I probably spent more time that I should have on Thursday debating the likelihood of whether this photograph was staged or genuine.
It’s an arresting, sexy picture, as if an American Apparel ad had been airbrushed into a scene of civic unrest. The pair who are kissing look beautiful, like models called in to perform for this one moment, and the eye cannot help but fall to the supine woman’s leg. Her skirt is hiked up and the leg is exposed, curving up to the point where her thigh meets and the dissolves into the concealed possibilities of her hips. It’s erotic, and looking at it you can almost feel the blush of sexual passion that must have animated the couple.
But is just looks a little too artful, a little too beautiful to be real.
It’s easy for me to imagine in this era of the instant multiplication of images, somebody with a mind toward art direction spontaneously staging this shoot. The perfection of the image and it’s juxtaposition to the riotous action of the night seems positively theatrical, and given the vagaries of the human condition, it’s surprising that the people engaged in the kiss are beautiful instead of, well, not so beautiful. It is, in fact, almost as if they were cast.
The image that precedes it, this one:
Taken from an entirely different vantage point, almost as if by a surveillance camera, it reveals a different narrative than love conquers all. On a Facebook thread, most people seeing this image saw a sexual assault about to take place, whereas I saw evidence of the intentional staging of ephemera art. This is instructive, of course. As images pour toward us we grab them and create symbols that suit our purposes, the stories we want to tell, thus reducing the original images to cyphers ever open to interpretation.
The vast majority of people at the riot were spectators. Hoping to situate themselves in the midst of a great narrative, they hung-about, amateur documentarians taking pictures with their iPhone and Blackberry’s. Well meaning, sort of, they probably imagined they were guardians of the truth, creating a wall of accountability, but it’s just as likely that they created a soft, yet impenetrable flank that the police could not pass through, enabling rather than deterring the rioters.
* The couple in the picture have been identified, and the story as it unfolds is that they were knocked over by the riot police. The girl was shaken-up and some people wandered over to see if she was alright. (second photograph) The boyfriend, a 29 year-old from Australia, described by his mother as “not always connecting with what’s going on around him,” ( Thanks mom!) decided to give her a comfoting kiss, and so it would appear that the photograph is in fact entirely genuine and entirely beautiful, if ever open to our interpretative needs.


[Work required]:
Exclude the pictures and repeat all of the data exactly.

[Data to examine]:
────────────────
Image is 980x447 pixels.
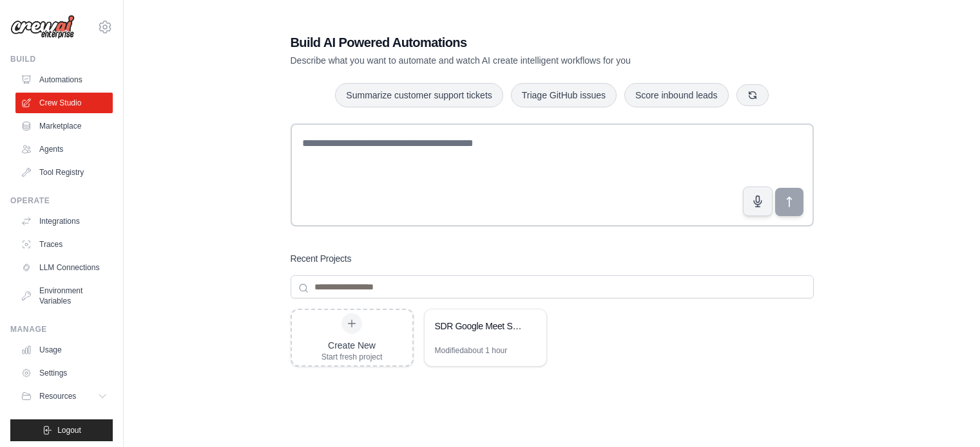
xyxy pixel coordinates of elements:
[15,340,113,360] a: Usage
[510,83,616,107] button: Triage GitHub issues
[15,116,113,137] a: Marketplace
[624,83,729,107] button: Score inbound leads
[15,363,113,383] a: Settings
[58,426,81,435] span: Logout
[15,386,113,407] button: Resources
[736,84,769,106] button: Get new suggestions
[11,15,75,39] img: Logo
[15,211,113,231] a: Integrations
[743,186,772,216] button: Click to speak your automation idea
[15,280,113,311] a: Environment Variables
[15,162,113,183] a: Tool Registry
[15,69,113,90] a: Automations
[15,257,113,278] a: LLM Connections
[290,54,723,67] p: Describe what you want to automate and watch AI create intelligent workflows for you
[39,391,76,402] span: Resources
[15,234,113,255] a: Traces
[435,320,523,333] div: SDR Google Meet Scheduler
[435,346,508,356] div: Modified about 1 hour
[290,252,352,265] h3: Recent Projects
[290,34,723,51] h1: Build AI Powered Automations
[321,352,383,363] div: Start fresh project
[335,83,502,107] button: Summarize customer support tickets
[11,420,113,442] button: Logout
[11,54,113,65] div: Build
[11,196,113,206] div: Operate
[15,92,113,114] a: Crew Studio
[11,325,113,334] div: Manage
[15,139,113,160] a: Agents
[321,339,383,352] div: Create New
────────────────
[Solution to this exercise]:
Image is 980x447 pixels.
xyxy pixel coordinates of elements:
[15,340,113,360] a: Usage
[510,83,616,107] button: Triage GitHub issues
[15,116,113,137] a: Marketplace
[624,83,729,107] button: Score inbound leads
[15,363,113,383] a: Settings
[58,426,81,435] span: Logout
[15,386,113,407] button: Resources
[736,84,769,106] button: Get new suggestions
[11,15,75,39] img: Logo
[15,211,113,231] a: Integrations
[743,186,772,216] button: Click to speak your automation idea
[15,280,113,311] a: Environment Variables
[15,162,113,183] a: Tool Registry
[15,69,113,90] a: Automations
[15,257,113,278] a: LLM Connections
[290,54,723,67] p: Describe what you want to automate and watch AI create intelligent workflows for you
[39,391,76,402] span: Resources
[15,234,113,255] a: Traces
[435,320,523,333] div: SDR Google Meet Scheduler
[435,346,508,356] div: Modified about 1 hour
[290,252,352,265] h3: Recent Projects
[290,34,723,51] h1: Build AI Powered Automations
[321,352,383,363] div: Start fresh project
[335,83,502,107] button: Summarize customer support tickets
[11,420,113,442] button: Logout
[11,54,113,65] div: Build
[11,196,113,206] div: Operate
[15,92,113,114] a: Crew Studio
[11,325,113,334] div: Manage
[15,139,113,160] a: Agents
[321,339,383,352] div: Create New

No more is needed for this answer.